University of North Carolina Athletics

Lucas: Anger Management
January 25, 2015 | Men's Basketball, Featured Writers, Adam Lucas
By Adam Lucas
We've all seen this before from Brice Johnson.
The junior ripped down a rebound with 13:51 left, his tenth of the game on a day when Carolina needed every one of them to win the rebounding battle, 36-35.
That's the good Brice.
But then Johnson had to box out Jarquez Smith, who tried to go over Johnson's back to secure the offensive board. He successfully pivoted away from Smith, but then Boris Bojanovsky reached around Johnson and tried to tie him up, to which Johnson immediately took offense. This is when the bad Brice sometimes appears, the one who has been known to let his emotions take him out of a game for minutes at a time.
Johnson ripped the ball away from Bojanovsky, who was whistled for a foul, and after the whistle Johnson roared.
“I said, 'Get away from me,'” Johnson said with only a slight smile. “Well, I'm not going to say exactly what I said.”
Probably a good idea. But the point remains the same, which is that here was Johnson right on the edge of his emotions being a problem. This is a familiar scenario for him, because he's been there often during his Tar Heel career. But rarely has he handled it as maturely as he did on Saturday.
At the point when Bojanovsky fouled him, he had nine points and ten rebounds—a solid game. But over the next 13 minutes, he piled up eight points and four more rebounds on the way to finishing with 18 and 14, a terrific game. It's his third double-double in the last five games, and he's shooting 67 percent from the floor over his last four games.
Johnson's 49 points and 31 rebounds over the last three games are the second-most points he's ever scored in a three-game stretch as a Tar Heel, and the most rebounds he's grabbed in a three-game span.
The knock on Johnson is that he thrives when things are good, but sometimes struggles when faced with adversity. Against the 'Noles, he played against a team that is annually known for physical defense, encountered some struggles, and played straight through it.
The difference is in how he reacts when he recognizes that he's on the edge.

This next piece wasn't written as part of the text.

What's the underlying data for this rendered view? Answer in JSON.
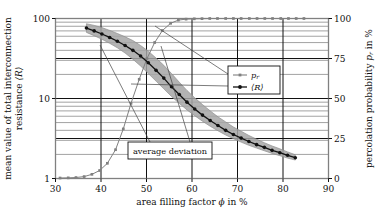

“It's how I motivate myself,” Johnson said. “I amp myself up to get more rebounds or get a nice dunk or something…I try and grab rebounds. Or I set a good screen where I can knock somebody down or something.”
OK, so maybe setting a vicious screen isn't the healthiest way to get out your aggression, but it's significantly better than committing a silly reach-in foul or failing to run back on defense, both of which are offenses of which Johnson has sometimes been guilty.
This time, all Johnson did was score Carolina's next seven points after Florida State closed within 58-52, a stretch he started on a three-point play with 7:44 remaining, absorbing some contact from the red-hot Xavier Rathan-Mayes and still scoring the bucket off the glass.
As he scored, Johnson could hear the voices of Williams and Hubert Davis, the same ones he hears in practice every day and, on many occasions, even in games.
Williams: “Go up strong! Go through the contact!”
Davis has a little more colorful way of putting it: “Go through their noses!”
That's what Johnson did on multiple occasions on his way to 18 and 14, adding an offensive rebound put-back and a vicious follow slam off a Justin Jackson miss to his streak of seven straight. And he did it all in a game in which he not only responded well to some physical adversity, but also played through some foul trouble. He picked up three fouls in the first 14:25, but then played the rest of the game—including 14 key second-half minutes—without being whistled again.
And remember, this was a game in which he was experiencing some back pain, an issue that arose when he stood up awkwardly while watching the Carolina junior varsity game (yes, the Tar Heels are now so snakebitten that they suffer injuries during the JV contest). When Johnson was on the bench, he spent most of his time standing behind the bench in an effort to prevent his back from tightening while he sat.
The way he handled that discomfort is another window into his maturity. Roy Williams often brags on the way Tyler Hansbrough knew his body, on the way Hansbrough did everything possible to give himself every possible opportunity to play well, from the way he ate to the way he was stretched before the game.
That's what Johnson did on Saturday, as he sought out trainer Doug Halverson and strength and conditioning coach Jonas Sahratian before his usual pregame stretching session.
“I knew I needed a little bit more today,” Johnson said. “I went into the training room and told them I needed a little more stretching, and they did a great job.”
The player who once walked right on the line of being a hothead is growing up, and his productivity shows it. But the Tar Heels don't want him to totally bury the emotion that has become an occasional Carolina catalyst.
“Sometimes he's in another world,” said Jackson. “But when he gets mad, that means something is going on, and we feed off that energy. The way he's been playing lately, he can stay as mad as he wants.”